All the while I kept my cool. I tried to talk with Dory about our lives, tried to put some spark into our evenings and weekends; I even suggested we go away for a little vacation. I got nowhere. If she didn't like the conversation, it became an argument. If the argument continued, the punishment would start. I knew where this was headed and I tried to make her understand, but she was having none of it. She knew what she wanted and that is the way it would be. What I couldn't understand was "Why?"
What happened next should have taught me that keeping it in wasn't going to work. Dory started bringing her girlfriends home from work and inviting them for dinner. These were the nights when she didn't go out with them. Dinner meant I had to buy for five (me, my wife, and the three bitches) because she was too busy visiting with her friends to cook. Whenever I walked into the room, I was asked to go someplace, do this, or get that. It became abundantly clear that I was not welcome.
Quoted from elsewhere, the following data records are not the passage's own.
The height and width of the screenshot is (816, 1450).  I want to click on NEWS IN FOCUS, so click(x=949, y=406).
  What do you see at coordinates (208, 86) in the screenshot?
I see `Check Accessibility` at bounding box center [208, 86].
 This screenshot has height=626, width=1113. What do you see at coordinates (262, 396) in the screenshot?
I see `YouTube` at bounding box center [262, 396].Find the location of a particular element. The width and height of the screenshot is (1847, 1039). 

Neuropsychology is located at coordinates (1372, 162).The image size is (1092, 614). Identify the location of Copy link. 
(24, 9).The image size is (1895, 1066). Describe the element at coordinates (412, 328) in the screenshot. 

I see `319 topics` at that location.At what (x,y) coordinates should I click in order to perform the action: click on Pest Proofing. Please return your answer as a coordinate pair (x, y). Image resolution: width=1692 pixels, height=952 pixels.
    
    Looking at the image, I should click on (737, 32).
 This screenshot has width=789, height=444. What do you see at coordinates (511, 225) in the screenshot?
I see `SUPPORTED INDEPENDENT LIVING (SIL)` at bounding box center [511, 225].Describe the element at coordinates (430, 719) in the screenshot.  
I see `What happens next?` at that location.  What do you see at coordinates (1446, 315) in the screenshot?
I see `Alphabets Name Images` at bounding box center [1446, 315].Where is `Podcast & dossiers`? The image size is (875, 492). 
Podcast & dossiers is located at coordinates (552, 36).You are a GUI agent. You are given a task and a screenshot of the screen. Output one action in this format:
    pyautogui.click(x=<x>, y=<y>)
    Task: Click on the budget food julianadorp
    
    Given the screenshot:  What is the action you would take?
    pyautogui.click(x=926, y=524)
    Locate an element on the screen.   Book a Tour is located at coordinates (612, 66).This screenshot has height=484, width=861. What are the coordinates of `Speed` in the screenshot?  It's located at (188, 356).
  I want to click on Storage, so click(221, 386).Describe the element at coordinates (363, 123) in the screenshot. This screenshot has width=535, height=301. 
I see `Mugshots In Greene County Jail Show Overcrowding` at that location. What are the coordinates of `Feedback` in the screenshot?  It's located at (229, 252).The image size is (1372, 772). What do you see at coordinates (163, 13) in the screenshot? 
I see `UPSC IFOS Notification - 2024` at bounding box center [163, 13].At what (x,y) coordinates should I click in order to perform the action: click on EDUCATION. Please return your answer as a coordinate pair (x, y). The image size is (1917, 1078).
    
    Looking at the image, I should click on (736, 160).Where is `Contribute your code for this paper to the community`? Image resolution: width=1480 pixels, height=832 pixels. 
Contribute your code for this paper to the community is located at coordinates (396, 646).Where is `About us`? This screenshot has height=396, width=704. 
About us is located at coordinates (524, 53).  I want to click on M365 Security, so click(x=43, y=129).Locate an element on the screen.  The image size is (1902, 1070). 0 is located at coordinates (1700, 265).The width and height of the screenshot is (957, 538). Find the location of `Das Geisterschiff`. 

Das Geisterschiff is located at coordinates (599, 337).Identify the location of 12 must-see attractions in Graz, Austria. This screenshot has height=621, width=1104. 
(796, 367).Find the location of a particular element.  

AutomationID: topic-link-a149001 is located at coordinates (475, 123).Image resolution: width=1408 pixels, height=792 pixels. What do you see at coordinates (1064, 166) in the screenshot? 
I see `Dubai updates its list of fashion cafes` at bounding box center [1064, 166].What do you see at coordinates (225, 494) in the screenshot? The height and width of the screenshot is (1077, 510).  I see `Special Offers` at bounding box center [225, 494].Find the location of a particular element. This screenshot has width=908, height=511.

I was sitting in the spare bedroom reading one night when I heard her friend Betty say, "My God, he's such a wimp! How can you stand it?"
Dory laughed, "Are you kidding? He does whatever I say. He'll put up with anything. Damn, I could fuck George right here in the living room and he wouldn't even raise his voice!"
I couldn't believe my ears. First of all, those bitches can all go fuck themselves! And second, who the hell is George?
Look, guys who keep their cool are not guys without emotions and I'm no wimp. Let's make that clear! I feel everything that every hot-headed asshole feels. I just don't want to create more problems that require more fixing. I figure two people who mean well can find the middle ground and solve their problems. But, it was becoming increasingly clear to me that the only middle ground between those bitches and me was them kneeling at my feet and begging me not to throw them out bodily. Dory would not be far behind.